North Korea leader vows to correct food shortage
Kim Jong Un, beginning second decade as ruler, says he will fix country’s chronic lack of food
SEOUL — Kim Jong Un has begun his second decade as North Korea’s leader with a vow to alleviate the country’s chronic food shortages, state media reported on Saturday — a problem he inherited from his late father 10 years ago and has yet to fix.
Kim, 37, presided over a fiveday meeting of North Korea’s ruling Workers’ Party, which drew more attention than usual because it came at the end of his first decade in power.
On Saturday, New Year’s Day, the North’s state media carried lengthy reports on the meeting. They mentioned no diplomatic overtures from Kim toward the United States or South Korea, and only a brief reiteration of his frequent promise to increase the North’s military power. But much space was devoted to the subject of food shortages, which many analysts see as the biggest shortcoming of Kim’s leadership.
One of the first promises Kim made after inheriting power from his father, Kim Jong Il, a decade ago was that long-suffering North Koreans would “never have to tighten their belt again.” But that goal has remained elusive.
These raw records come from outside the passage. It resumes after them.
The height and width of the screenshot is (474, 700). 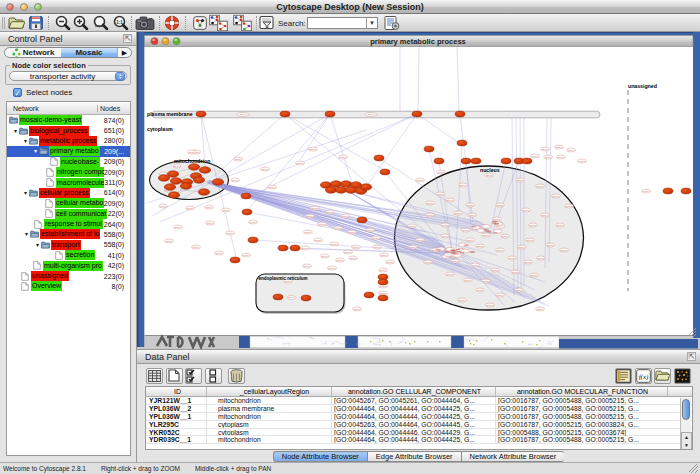 What do you see at coordinates (490, 170) in the screenshot?
I see `svg-text: nucleus` at bounding box center [490, 170].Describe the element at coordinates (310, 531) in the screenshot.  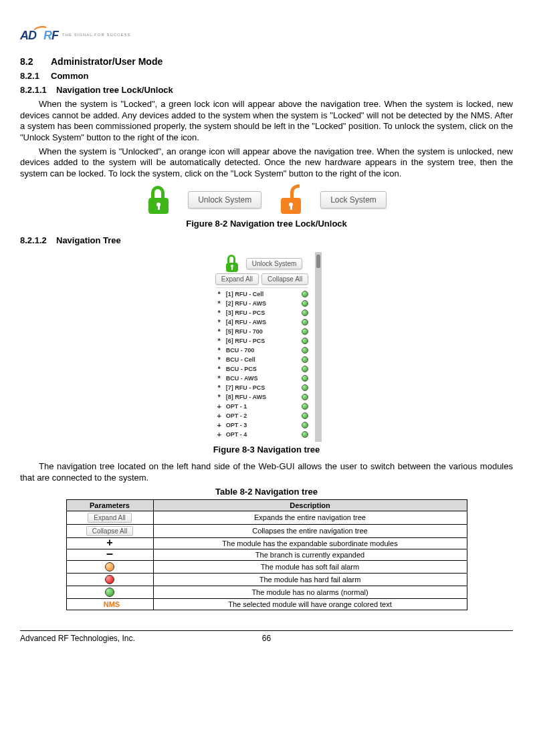
I see `desc-cell: Collapses the entire navigation tree` at that location. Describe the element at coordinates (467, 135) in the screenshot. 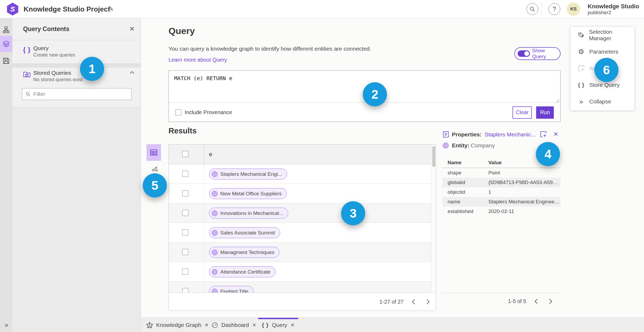

I see `properties-label: Properties:` at that location.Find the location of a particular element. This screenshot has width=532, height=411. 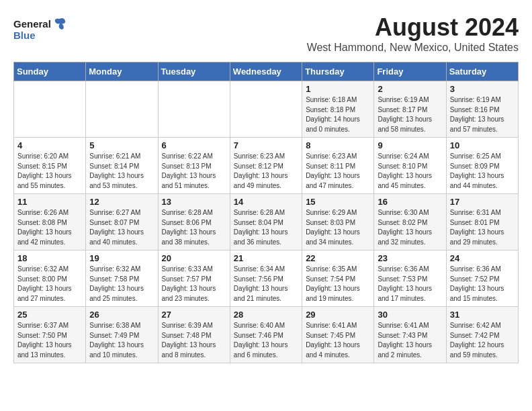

Several months ago, Kim issued a rare warning the North faced a “tense” food situation, brought about by the coronavirus pandemic and international sanctions against his nuclear weapons program.
At the party meeting that ended Friday, Kim pledged to “increase the agricultural production and completely solve the food problem,” specifying production goals “to be attained phase by phase in the coming 10 years,” the North’s Korean Central News Agency said.
But Kim did not appear to introduce any significant agricultural measures, except to forgive all cooperative farms’ debts to the government. He mainly repeated the party’s old exhortations to farmers to use more machines, greenhouses, fertilizers and pesticides. He also said they should “grasp the greatness and gratitude for the party, state and the social system” and make “collectivism dominate their thinking and life.”
Under Kim’s rule, North Korea has become one of the very few countries that can threaten the United States with a nuclear missile. Of the six nuclear tests the North has carried out, four were under his watch.
Kim’s government has also tested three intercontinental ballistic missiles it claims could deliver nuclear warheads to part or all of the United States. As the North’s nuclear threat grew in 2018 and 2019, former President Donald Trump met three times with Kim, in the first summit talks between the two nations.
But North Koreans have paid a harsh price for Kim’s nuclear ambitions.
The United Nations imposed economic sanctions that banned all of the North’s major exports. The country’s economy shrank by 3.5 percent in 2017 and by
4.1 percent in 2018, according to estimates from South Korea’s central bank. It recovered slightly in 2019, but then the pandemic hit, forcing the North deeper into isolation. Its economy shrank again in 2020, by 4.5 percent.
Kim’s efforts to get the sanctions lifted collapsed in 2019, when his diplomacy with Trump ended with no agreement. At a Workers’ Party congress in January, Kim admitted his efforts to rebuild the North’s moribund economy had failed.
There are no signs that North Korea is in danger of the kind of devastating famine that it suffered in the late 1990s. But its grain production totaled only 4.69 million tons this year, leaving a shortage of 800,000 tons, according to estimates released by South Korea’s Rural Development Administration. In July, the U.S. Department of Agriculture estimated 16.3 million people in the North — 63.1 percent of the population — were “food insecure.”